What of cancel culture? First of all, I side with the thinkers who argue there is no such thing, and that what we think of as cancel culture is actually consequence culture, which in itself poses no real threat to the kind of niche entertainment we are talking about. Time and shifting mores have already sorted that business out for us, and no one needs fear a revival of the men's adventure genre any time soon. What we are looking at here is an artifact.
That said, for me, what makes this volume worth owning is the reproduced cover art and illustration from the men's adventure era--art which, to me, as a fan, is at best an unmitigated delight and and worst a guilty pleasure, the sort of thing you almost have to compartmentalize to enjoy.
For those who feel nostalgic for the men's adventure magazine (MAM) era, or those who regret missing it altogether, this might be right up your alley. Others, I'm sure, will find it a politically incorrect embarrassment. Others still, like me, will be a little more ambivalent about the content, and that's fine, too. Just know what you're getting into.
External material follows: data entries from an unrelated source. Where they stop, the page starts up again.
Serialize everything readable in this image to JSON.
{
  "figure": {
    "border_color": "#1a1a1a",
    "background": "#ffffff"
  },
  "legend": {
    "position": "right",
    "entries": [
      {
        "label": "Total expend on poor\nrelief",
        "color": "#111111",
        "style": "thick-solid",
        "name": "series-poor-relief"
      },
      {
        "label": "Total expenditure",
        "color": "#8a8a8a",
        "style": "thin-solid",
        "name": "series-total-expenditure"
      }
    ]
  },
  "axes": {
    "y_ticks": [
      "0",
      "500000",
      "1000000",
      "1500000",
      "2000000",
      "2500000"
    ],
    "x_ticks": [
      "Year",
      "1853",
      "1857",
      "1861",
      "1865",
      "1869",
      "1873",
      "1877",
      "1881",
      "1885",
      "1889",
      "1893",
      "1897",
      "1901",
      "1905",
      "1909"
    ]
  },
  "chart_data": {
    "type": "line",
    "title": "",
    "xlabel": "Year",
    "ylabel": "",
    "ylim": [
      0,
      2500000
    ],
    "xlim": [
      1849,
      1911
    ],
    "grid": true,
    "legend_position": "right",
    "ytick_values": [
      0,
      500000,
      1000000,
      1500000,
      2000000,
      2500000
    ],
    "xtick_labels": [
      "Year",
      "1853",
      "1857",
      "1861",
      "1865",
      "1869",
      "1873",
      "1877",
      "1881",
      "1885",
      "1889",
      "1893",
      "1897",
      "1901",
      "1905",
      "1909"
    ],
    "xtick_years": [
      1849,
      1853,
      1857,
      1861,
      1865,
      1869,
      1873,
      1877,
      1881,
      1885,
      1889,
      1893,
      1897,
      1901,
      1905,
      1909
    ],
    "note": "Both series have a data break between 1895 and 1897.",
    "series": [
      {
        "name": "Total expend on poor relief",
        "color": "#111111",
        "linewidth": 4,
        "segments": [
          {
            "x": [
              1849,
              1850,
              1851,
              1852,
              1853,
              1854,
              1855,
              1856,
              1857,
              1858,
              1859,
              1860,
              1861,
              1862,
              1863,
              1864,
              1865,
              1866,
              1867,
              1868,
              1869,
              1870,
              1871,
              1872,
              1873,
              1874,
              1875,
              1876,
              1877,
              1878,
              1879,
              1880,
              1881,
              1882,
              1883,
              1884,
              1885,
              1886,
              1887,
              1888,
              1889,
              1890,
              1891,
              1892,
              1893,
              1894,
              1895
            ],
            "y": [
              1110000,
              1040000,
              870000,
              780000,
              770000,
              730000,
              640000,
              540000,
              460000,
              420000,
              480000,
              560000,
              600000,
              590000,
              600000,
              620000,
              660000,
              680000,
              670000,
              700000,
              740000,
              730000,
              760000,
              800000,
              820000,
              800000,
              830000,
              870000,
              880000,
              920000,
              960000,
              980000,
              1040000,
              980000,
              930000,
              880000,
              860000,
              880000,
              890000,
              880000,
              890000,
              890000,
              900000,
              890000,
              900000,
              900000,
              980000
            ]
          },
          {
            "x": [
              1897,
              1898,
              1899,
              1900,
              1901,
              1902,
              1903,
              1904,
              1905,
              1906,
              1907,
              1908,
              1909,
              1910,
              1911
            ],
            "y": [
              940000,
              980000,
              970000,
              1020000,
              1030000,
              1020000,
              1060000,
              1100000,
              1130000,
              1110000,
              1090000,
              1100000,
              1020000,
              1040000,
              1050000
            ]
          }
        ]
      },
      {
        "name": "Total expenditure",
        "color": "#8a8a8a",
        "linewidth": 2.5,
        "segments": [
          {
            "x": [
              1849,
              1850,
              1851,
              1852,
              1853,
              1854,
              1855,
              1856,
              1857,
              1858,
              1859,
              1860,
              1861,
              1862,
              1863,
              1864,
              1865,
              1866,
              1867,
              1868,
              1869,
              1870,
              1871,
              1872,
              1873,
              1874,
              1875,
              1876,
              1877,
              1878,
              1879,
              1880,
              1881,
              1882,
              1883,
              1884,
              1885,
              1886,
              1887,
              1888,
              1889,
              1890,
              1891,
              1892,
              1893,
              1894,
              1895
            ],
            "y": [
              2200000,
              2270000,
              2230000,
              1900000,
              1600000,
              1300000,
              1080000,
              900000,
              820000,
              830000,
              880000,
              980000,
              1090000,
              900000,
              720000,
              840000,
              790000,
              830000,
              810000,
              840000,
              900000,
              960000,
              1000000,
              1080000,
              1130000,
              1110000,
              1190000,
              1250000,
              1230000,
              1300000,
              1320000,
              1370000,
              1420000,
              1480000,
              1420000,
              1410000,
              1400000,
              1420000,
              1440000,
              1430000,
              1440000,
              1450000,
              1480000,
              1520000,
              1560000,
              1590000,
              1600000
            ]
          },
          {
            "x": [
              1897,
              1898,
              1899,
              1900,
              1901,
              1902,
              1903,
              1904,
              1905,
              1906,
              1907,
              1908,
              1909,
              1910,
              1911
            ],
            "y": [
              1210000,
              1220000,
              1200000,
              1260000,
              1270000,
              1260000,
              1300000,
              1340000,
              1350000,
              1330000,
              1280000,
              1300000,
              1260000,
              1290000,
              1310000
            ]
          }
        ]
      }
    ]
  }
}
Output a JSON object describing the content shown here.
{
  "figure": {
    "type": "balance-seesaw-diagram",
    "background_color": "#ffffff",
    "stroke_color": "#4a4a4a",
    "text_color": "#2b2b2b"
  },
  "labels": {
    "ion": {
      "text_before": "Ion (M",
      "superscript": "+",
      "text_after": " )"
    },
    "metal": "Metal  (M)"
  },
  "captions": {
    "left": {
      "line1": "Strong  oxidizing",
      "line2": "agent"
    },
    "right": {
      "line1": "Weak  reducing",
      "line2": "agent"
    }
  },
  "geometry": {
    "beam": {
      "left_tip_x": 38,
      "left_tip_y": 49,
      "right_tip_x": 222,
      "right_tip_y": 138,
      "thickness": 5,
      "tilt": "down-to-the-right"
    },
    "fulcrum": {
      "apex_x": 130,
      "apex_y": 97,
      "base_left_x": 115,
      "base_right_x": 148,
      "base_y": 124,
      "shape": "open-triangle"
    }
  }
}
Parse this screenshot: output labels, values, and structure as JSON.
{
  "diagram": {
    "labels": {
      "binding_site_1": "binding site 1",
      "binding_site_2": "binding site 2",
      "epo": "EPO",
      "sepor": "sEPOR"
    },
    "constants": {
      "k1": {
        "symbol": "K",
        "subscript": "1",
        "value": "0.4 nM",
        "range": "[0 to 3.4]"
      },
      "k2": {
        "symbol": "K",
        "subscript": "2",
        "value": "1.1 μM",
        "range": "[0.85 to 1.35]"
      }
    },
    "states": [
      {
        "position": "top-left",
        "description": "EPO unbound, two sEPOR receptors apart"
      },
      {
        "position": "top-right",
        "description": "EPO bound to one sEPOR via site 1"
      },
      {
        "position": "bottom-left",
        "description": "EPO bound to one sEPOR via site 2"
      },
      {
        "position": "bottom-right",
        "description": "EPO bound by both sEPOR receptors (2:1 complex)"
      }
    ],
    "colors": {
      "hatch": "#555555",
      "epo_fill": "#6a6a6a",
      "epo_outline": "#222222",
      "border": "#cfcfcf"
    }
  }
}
The men's adventure magazines hit their heights in the Fifties, and this new series reprints complete tales and artwork from various issues. Added to the stories are reprinted features and more modern background commentary on the writers, artists and stories.
These are - let's face it - not the best-written literature available, but they are action-packed and move swiftly along. Basically, they're great fun, and that's all they strive to be.